An Unknown Soldier
Lucy and I stepped from the train onto the platform at Victoria station . It was Christmas Eve, and we had travelled up from Southampton to see the lights and do some last minute Christmas shopping. As it was still early, we decided to find a café and grab a cup of coffee before braving the fray of festive consumerism.
As we entered the small coffee shop located in the far corner of the station, he was already shuffling from table to table, begging for loose change. His appearance was wretched. He looked to be in his late twenties, and was wearing a pair of old, beaten up, greasy looking boots. They were missing their laces, the tongues lolling about uselessly over his toes, and it was not entirely clear just how those boots were managing to stay on his feet. He wore a filthy green parka, the lining exposed by a huge L shaped tear on the back, and another smaller L shaped tear on the elbow.
At one of the tables, a young lady took pity on him and gave him a few coins to buy a coffee or sandwich, which he immediately squandered in a nearby fruit machine. He was oblivious to the nervously raised eyebrows, and silently exchanged looks of disbelief on the faces of the cafes small clientele. Having gambled and lost the money, he resumed his rounds as before, eventually arriving at our table. He smelled strongly, I wasn’t sure of what exactly, but can only guess that a combination of stale urine, stale booze, faeces and raw sewage might smell similar. Whatever it may have been, that foul stench remained in our nostrils for quite some time after he had left. “Spare change?” he mumbled. I told him that we had no change, but he could have a cigarette if liked. At the time I kidded myself that I was being charitable, but I didn’t really believe it, and knew in reality that the sooner he was given something, the sooner he might leave. I held my lighter up for him to get a light, As he cupped the flame, drawing deeply on the cigarette to get it alight, I noticed how his puffy hands, grey with grime and god only knows what, trembled uncontrollably.
We saw him again as we left the coffee shop to head into the city. He was standing outside one of the bars in the station, brandishing a can of cheap lager. Despite the cold, the green parka was gone and he was now attired in just a red v-neck sweater with no obvious undershirt. In contrast to his filthy jeans, the sweater looked almost new, and I remember wondering at the time, where exactly he might have got it from, and where he might have left the parka.
Although only an hour or so since we had seen him last, he was clearly already very drunk, and was shouting incoherently at the crowd of customers gathered around the busy bar. He seemed to be fighting a constant battle with gravity in order to remain upstanding. Travellers heading for their trains in one direction, or the stations exit in the other, made sure to give him a wide berth, all the while looking straight ahead as if he were not there. I must admit, we did the same, not wishing for him to recognise us from our earlier encounter.
With our sightseeing and shopping completed, footsore and laden with presents, we returned to Victoria in order to catch the four o’clock train back to Southampton. We entered the station through one of the side gates, which involved walking through a passage of about forty feet in length. Unforgiving fluorescent lighting illuminated every stark nook and cranny. The busy corridor was filled with a constant throng of Christmas shoppers and commuters, moving in both directions as they arrived or left the station.
About half way along the passage, he was flat on his back, in a state of utter oblivion. His arms and legs were lying in an awkward position, as though he had fallen from a great height. He could have been dead, nobody checked, people just stepped over and around him, holding their bags of shopping close, as if somehow the depraved sight before them might taint their own cosy Christmas celebrations. He had soiled his trousers, and urine ran away from his body in a thin stream, collecting in little pools on the lower parts of the cold concrete floor. I’m not really sure what I could have done for him, but it didn’t feel right to leave him there in that condition. Despite this, I’m ashamed to say, that like everyone else, I carried on walking.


◆ **What the exercise asks**:
From the entries below, copy every line that has the word "lease".

◆ **Data extracts**:
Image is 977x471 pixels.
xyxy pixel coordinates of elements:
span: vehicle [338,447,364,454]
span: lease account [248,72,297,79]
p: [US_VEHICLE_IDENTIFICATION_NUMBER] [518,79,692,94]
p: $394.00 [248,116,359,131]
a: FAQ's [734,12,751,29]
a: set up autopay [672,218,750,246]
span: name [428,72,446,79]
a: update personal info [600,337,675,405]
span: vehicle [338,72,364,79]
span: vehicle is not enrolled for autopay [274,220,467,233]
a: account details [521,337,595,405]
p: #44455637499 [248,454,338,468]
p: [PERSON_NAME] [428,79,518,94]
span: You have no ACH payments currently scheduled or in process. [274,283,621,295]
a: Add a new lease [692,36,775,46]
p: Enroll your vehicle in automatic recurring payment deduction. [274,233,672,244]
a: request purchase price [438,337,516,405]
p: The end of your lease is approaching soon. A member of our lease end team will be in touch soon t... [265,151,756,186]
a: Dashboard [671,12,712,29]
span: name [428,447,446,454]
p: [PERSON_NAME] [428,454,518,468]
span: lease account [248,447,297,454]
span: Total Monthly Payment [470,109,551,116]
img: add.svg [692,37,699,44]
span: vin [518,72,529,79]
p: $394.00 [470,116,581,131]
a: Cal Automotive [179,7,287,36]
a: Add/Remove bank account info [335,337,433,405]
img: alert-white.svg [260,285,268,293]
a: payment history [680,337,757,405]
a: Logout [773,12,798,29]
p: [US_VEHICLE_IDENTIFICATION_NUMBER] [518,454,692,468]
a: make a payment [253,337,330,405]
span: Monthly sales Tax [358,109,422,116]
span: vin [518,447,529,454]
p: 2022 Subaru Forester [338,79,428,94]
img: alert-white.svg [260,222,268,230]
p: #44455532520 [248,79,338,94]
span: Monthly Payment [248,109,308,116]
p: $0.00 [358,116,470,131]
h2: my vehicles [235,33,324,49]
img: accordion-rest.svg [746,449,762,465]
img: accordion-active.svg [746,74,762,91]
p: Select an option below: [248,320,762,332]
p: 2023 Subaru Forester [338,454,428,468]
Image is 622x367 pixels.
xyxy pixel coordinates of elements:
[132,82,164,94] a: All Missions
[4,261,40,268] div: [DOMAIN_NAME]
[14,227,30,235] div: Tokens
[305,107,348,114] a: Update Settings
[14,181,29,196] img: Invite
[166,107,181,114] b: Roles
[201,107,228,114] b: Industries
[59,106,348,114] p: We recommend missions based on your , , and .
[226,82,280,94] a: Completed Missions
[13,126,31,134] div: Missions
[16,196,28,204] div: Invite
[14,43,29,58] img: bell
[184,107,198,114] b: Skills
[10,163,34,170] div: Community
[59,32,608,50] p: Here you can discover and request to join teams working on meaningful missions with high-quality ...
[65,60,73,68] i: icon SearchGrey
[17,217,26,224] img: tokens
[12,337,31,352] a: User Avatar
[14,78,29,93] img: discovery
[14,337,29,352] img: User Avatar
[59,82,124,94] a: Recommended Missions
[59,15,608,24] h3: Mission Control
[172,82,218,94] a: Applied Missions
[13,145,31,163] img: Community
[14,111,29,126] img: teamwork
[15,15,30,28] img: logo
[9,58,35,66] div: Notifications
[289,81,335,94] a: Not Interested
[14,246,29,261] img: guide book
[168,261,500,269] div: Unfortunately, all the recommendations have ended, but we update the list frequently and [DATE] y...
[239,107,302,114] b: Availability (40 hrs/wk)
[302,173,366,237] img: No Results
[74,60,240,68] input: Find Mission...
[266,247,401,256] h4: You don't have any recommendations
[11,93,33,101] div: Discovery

◆ **Task response**:
span: lease account [248,72,297,79]
a: Add a new lease [692,36,775,46]
p: The end of your lease is approaching soon. A member of our lease end team will be in touch soon t... [265,151,756,186]
span: lease account [248,447,297,454]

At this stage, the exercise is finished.